Linux – Questions about how loader locates libraries at runtime

Questions about how loader locates libraries at runtime… here is a solution to the problem.

Questions about how loader locates libraries at runtime

Only a minimum amount of work is done
at compile time by the linker; it only
records what library routines the
program needs and the index names or
numbers of the routines in the
library. (source)

So this means that ld.so will not check all the libraries in its database, only those libraries documented by the application itself, that is, only those specified by gcc -lxxx.

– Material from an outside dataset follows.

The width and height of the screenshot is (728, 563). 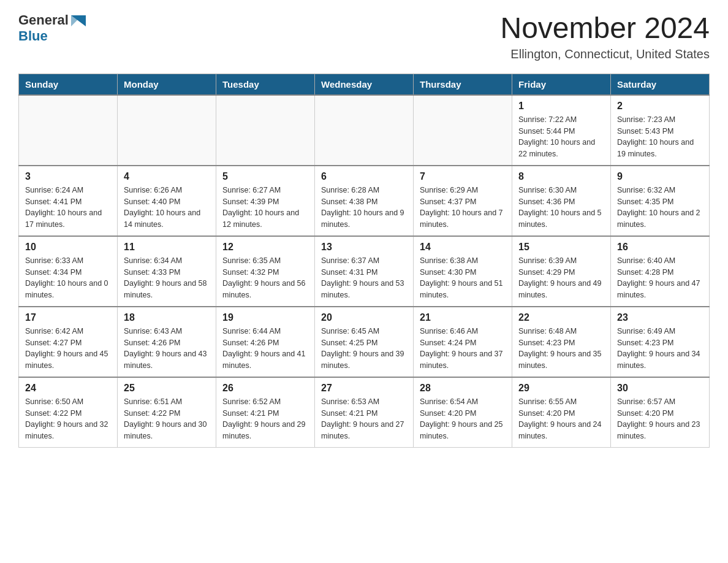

This contradicts my previous understanding that ld.so would check all the libraries in its database one by one until they found them.

What is the specifics?

Solution

I will try to answer this question….

At link time, the linker (not the ld.so) ensures that all symbols of the .o files that are linked together are satisfied by the library to which the program links. If any of these libraries are dynamic, it also checks the libraries they depend on (they do not need to be included in the -l list) to ensure that all symbols in these libraries are satisfied. It will do this recursively.

Only libraries that the executable directly depends on when linking via the -l parameter are documented in the executable. If the libraries themselves declare dependencies, those dependencies will not be documented in the executable unless the libraries are also specified with the -l flag at link time.

The link occurs when you run the linker. For gcc, this is usually similar to gcc a.o b.o c.o -lm -o myprogram. This usually happens at the end of the compilation process. Behind the scenes, it usually runs a program called ld. But ld is quite different from ld.so (runtime loader). Although they are different entities, they have similar names because they do similar work at different times.

Loading is the step that occurs when you run a program. For dynamic libraries, if you use a static library, the loader does a lot of the work that a linker would do.

When the program runs, ld.so (runtime loader) actually associates the symbols on the executable with the definition hooks in the shared library. If that shared library depends on other shared libraries (facts documented in the library), it also loads those libraries and connects them. If all this is done and there are still unresolved symbols, the loader aborts the program.

Thus, the executable illustrates which dynamic libraries it directly depends on. Each of these libraries illustrates which dynamic libraries they directly depend on, and so on. The loader (ld.so) uses it to decide which libraries to look for symbols. It does not randomly search other libraries in the Database for suitable symbols. They must be in libraries in the dependency chain.